I would look into starting 2 appium instances via command line on different ports and then connecting each suite to a given appium instance. Then at this point you just need to properly thread each suite so that you can properly test your code. To do that you will need to add dependencies (can be easily done using TestNG).
Steps:
1) Create a thread for IOS and Android Suites
2) Run each suite on a different appium session (aka different ports)
- You will need to know how to run from command line for this
3) Setup your tests to depend on one another (I recommend using TestNG as the framework)
4) Use threading logic to properly wait for tests to finish before starting. Yields and Timeouts will be very useful, as well as TestNG dependencies, it will save your life given what you are doing.

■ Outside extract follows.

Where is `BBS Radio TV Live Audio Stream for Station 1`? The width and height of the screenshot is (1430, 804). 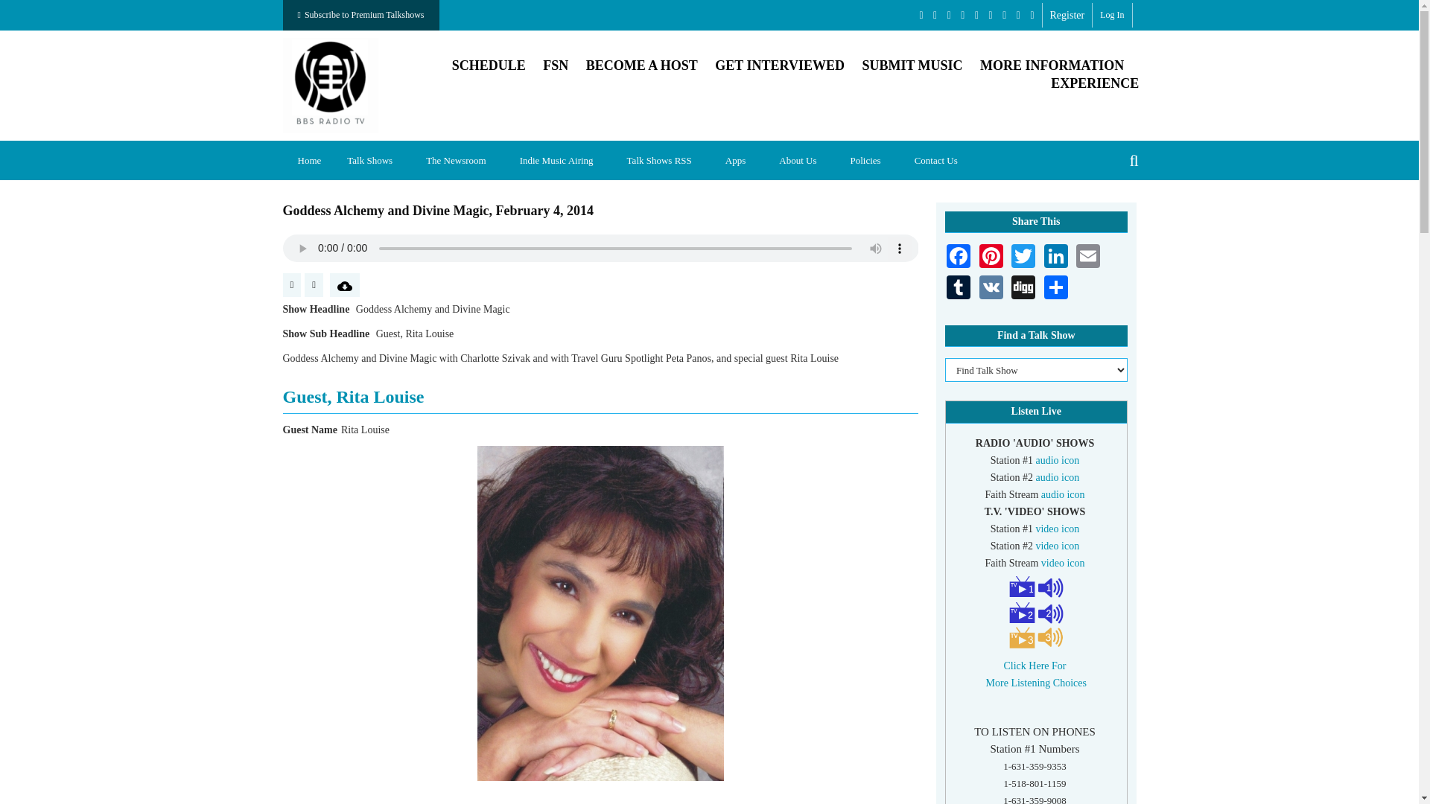
BBS Radio TV Live Audio Stream for Station 1 is located at coordinates (1057, 460).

NOTE: Appium has a timeout functionality where if a session does not get a command in 60 seconds by default the session is destroyed. AKA make sure you increase or find a way to turn off that timeout.
Additionally as a recommendation I would advise the use of TestNG over JUnit. JUnit is a Unit testing framework, meaning you are testing specific functional units. This however is not ideal for app automation as many areas of an app depend on prior functionality. For example if you have a login screen where the login functionality is currently broken you don't want to run all of the tests the need the user to be logged in to pass. This would cause not only a lot of fright when a large portion of your tests fail, it will also make it harder to track down why it failed. Instead if you have all of these tests depend on the login feature passing then if the login fails there is a single error which can then be fixed, and all the tests that depend on the login feature don't run when you know they are going to pass.
Hope this process helps, sorry I obviously can't send out code in this as it would take hours for me to type/figure out.
Problem solved, it was as simple as it looked like.
What I did was to implement an abstract class that builds drivers for both android and ios with their capabilities and specific appium port, instantiating their respective page objects as well. All the test classes extend this abstract class.
Then I divided the suite in 3 pieces:
One for the Android only, which only accesses the page objects for android;
One for ios, which also accesses only the page objects for ios;
And a third test that spins up both ios and android and controls them both.
To avoid always starting two appium servers and also avoid always downloading the latest app versions for both android and ios I created gradle tasks for each platform, so the CI jobs can call only the task that prepares for the platform it has to test at a given moment.
I'm writing Selenium tests using Java + Maven + Selenium WebDriver. Our customer wants these tests in such a way that they can run tests easily without much technical stuff needed.
I've all my tests under src\test\java folder. Is there any way where I can give jar file or so to the customer and they can run tests by simply clicking on it or by hitting some command on the command line.
Please point me to documentation or video using which I can achieve this.
I've been using Visual Studio to write my Selenium tests in C#. I am able to build my project to a console application in Visual Studio that contains the required files like the Chrome webdriver. It can be run from this single application file with one click. The console then prints out if the test is a success or if their are any exceptions. You should also be able to integrate a headless browser like selenium has on their site. This would allow the test to be run with one click and no browser will pop up while the tests are running.This is all the experience I have and it has worked well for me. Hope that this information can help a little.